It was inscribed, “To Kim McCully, who saw the truth before the rest of us, indeed before the rest of medicine, and who would not be turned aside.”

For the full obituary see:

Michael S. Rosenwald. “Kilmer S. McCully Is Dead at 91; Fueled Debate on Heart Disease.” The New York Times (Monday, March 24, 2025): B6.

(Note: ellipses, and bracketed date, added.)

(Note: the online version of the obituary has the date March 21, 2025, and has the title “Kilmer McCully, 91, Dies; Pathologist Vindicated on Heart Disease Theory.”)

The book by McCully and his daughter, mentioned above, is:

McCully, Kilmer, and Martha McCully. Heart Revolution: The Vitamin B Breakthrough That Lowers Homocysteine Levels, Cuts Your Risk of Heart Disease, and Protects Your Health. New York: HarperCollins Publishers, 1999.

The book that inspired a teenage McCully to become a scientist is:

Kruif, Paul de. Microbe Hunters. New York: Harcourt, Brace and Company, 1926.

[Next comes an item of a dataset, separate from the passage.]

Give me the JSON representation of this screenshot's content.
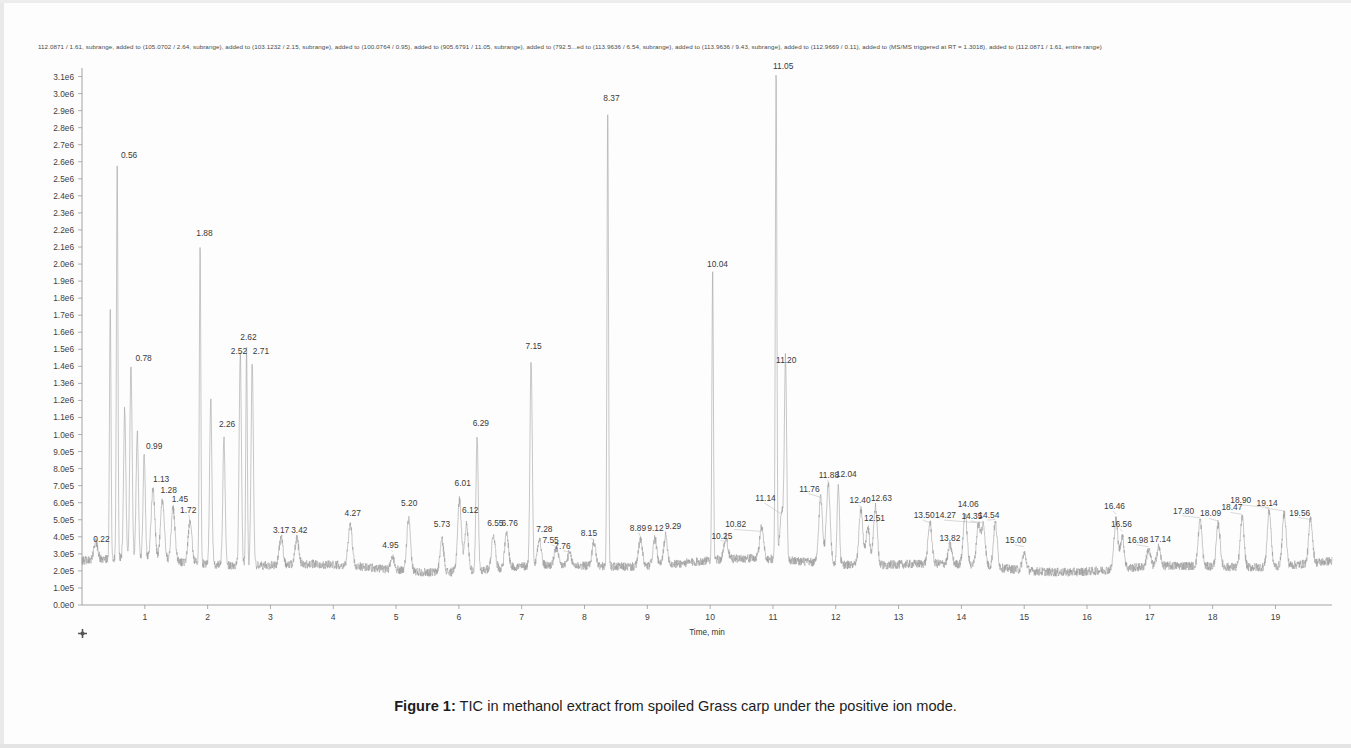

Healthcare Under ObamaCare’s “Affordable” Care Act Is Neither Popular Nor Affordable

In my Openness book, I argue that government regulations bind entrepreneurs and reduce innovation. As part of an antidote, I suggest that “sunset laws,” where regulations automatically expire, if not renewed. Later, at a small conference on Adam Thierer’s latest book, I was discouraged to hear a couple of participants grant the plausibility of the “antidote,” but report that in actual practice it does not work because almost all old regulations get renewed. Some hope returned when I read a report from James Broughel of a successful sunset review process:

(p. A17) Well, well. Progressives are at last acknowledging that ObamaCare is a failure. They aren’t doing so explicitly, of course, but their social-media screeds against insurers, triggered by last week’s murder of UnitedHealthcare CEO Brian Thompson, suggest as much. “We’ve gotten to a point where healthcare is so inaccessible and unaffordable, people are justified in their frustrations,” CBS News medical contributor Céline Gounder said during a Friday segment on the roasting of health insurers.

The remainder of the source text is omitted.